There's this fear with meeting friends made over the internet that was very much assumed to me by my family and their friends growing up. That these people who you may view as a colleague, friend, maybe even family, will in the real world, turn out to be nothing like who they are when behind the luxury of anonymity and a muffled headset...
But I've been doing this for a while now, and I've been lucky enough to meet multiple friends from multiple friend groups all over the world and most recently, all in person in the same place at the same time, and this deception nightmare I've not experienced one time.
That's not to say that it isn't possible.
One of the dangers of the internet is that it can't possibly match the communication of being face to face.

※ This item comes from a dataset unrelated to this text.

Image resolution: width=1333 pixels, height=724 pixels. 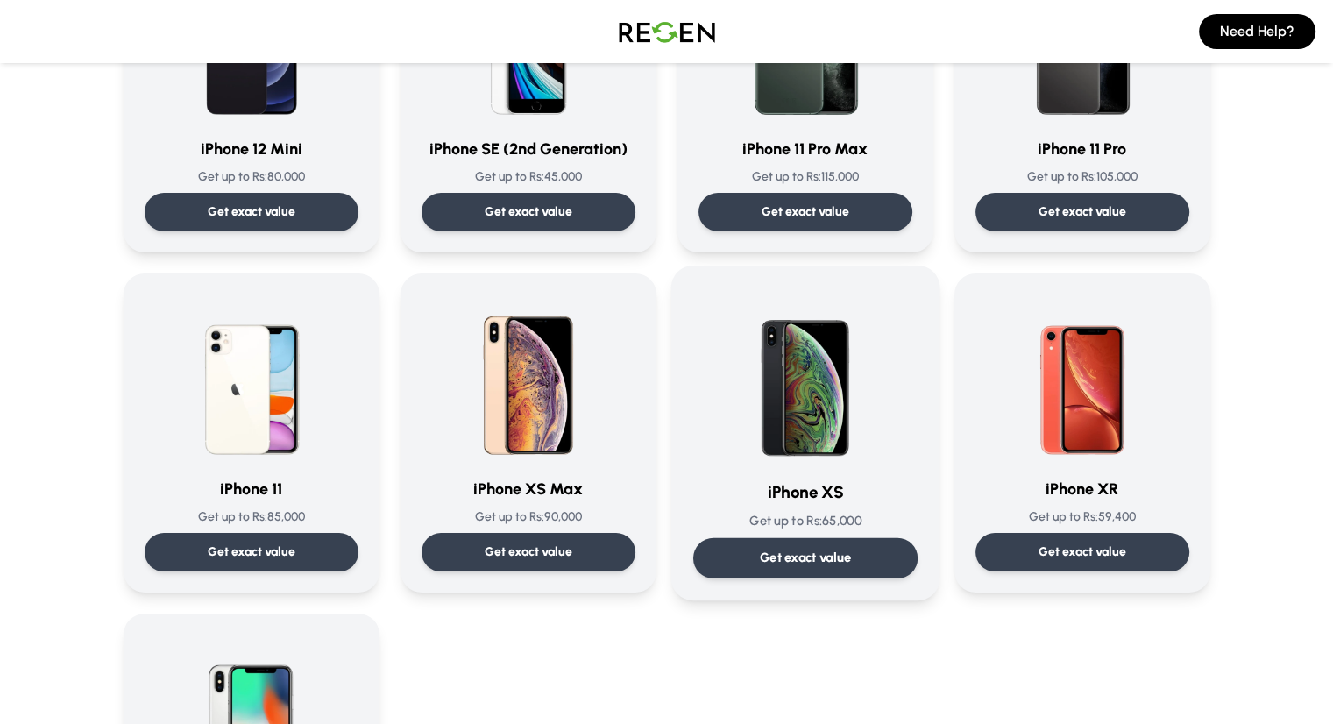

My random anecdote was from an ancient BBC Clarkson documentary, so I'm not going to fight to the death for this source's accuracy, but when talking about the history of the telephone, a speech scientist claimed it removes 55% of communication.

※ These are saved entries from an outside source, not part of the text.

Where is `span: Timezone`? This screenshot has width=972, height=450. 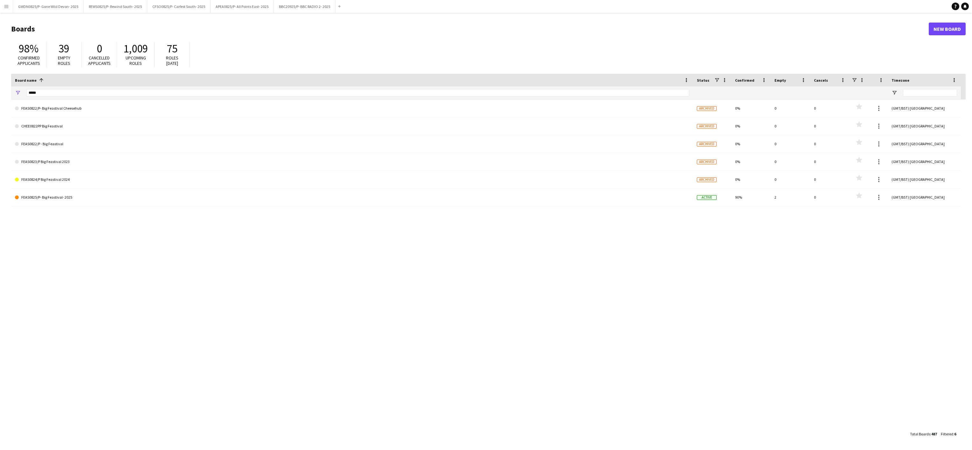
span: Timezone is located at coordinates (901, 80).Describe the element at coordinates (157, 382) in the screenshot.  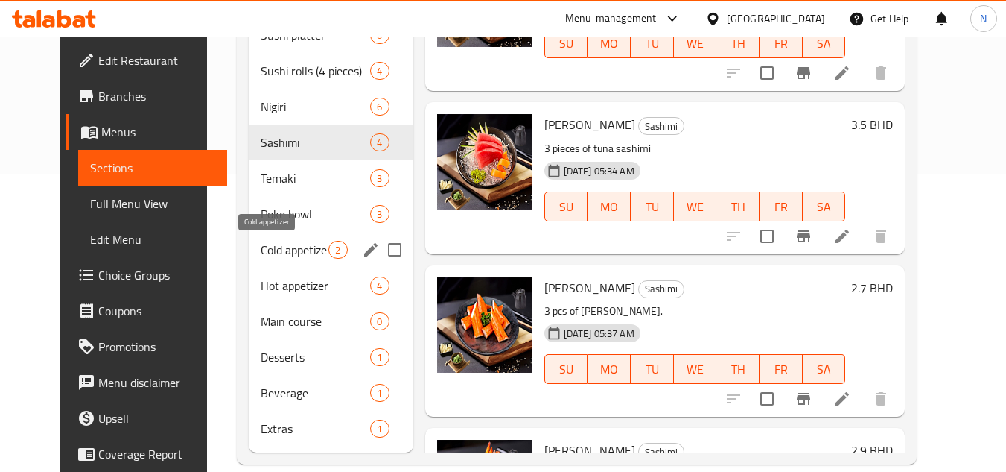
I see `span: Menu disclaimer` at that location.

More than half of what we as people use to judge someone's character is completely absent over a Discord server.
There's things that can obviously be done to adjust that, but no matter how good someone's Webcam is, and no matter how one to one their microphone is to their real voice, there just won't be an equal to talking to someone face to face until we're able to jack into the Matrix.
As a result, it's incredibly easy for somebody to be two-faced over the internet, to say one thing and do another, to make up stories without needing to prove them, to cloak one's anxieties or deficiencies behind the monitor.
Thing is, that's not the internet.
That's a someone on the internet.
The reason someone can abuse the internet's power to mislead someone at best, or abuse them at worse, is because of a toxic personality.
When someone is a genuine friend, like I've been lucky enough to know so many of over the internet, meeting them in-person has only cemented those friendships, and it makes sense why, because if you've already become friends while lacking over half of what people use to communicate, you've basically been playing human connection on hard mode.
Going from that to being able to see their faces, body-language, and reactions combine with everything else you're already familiar with?
It's the easiest thing in the world.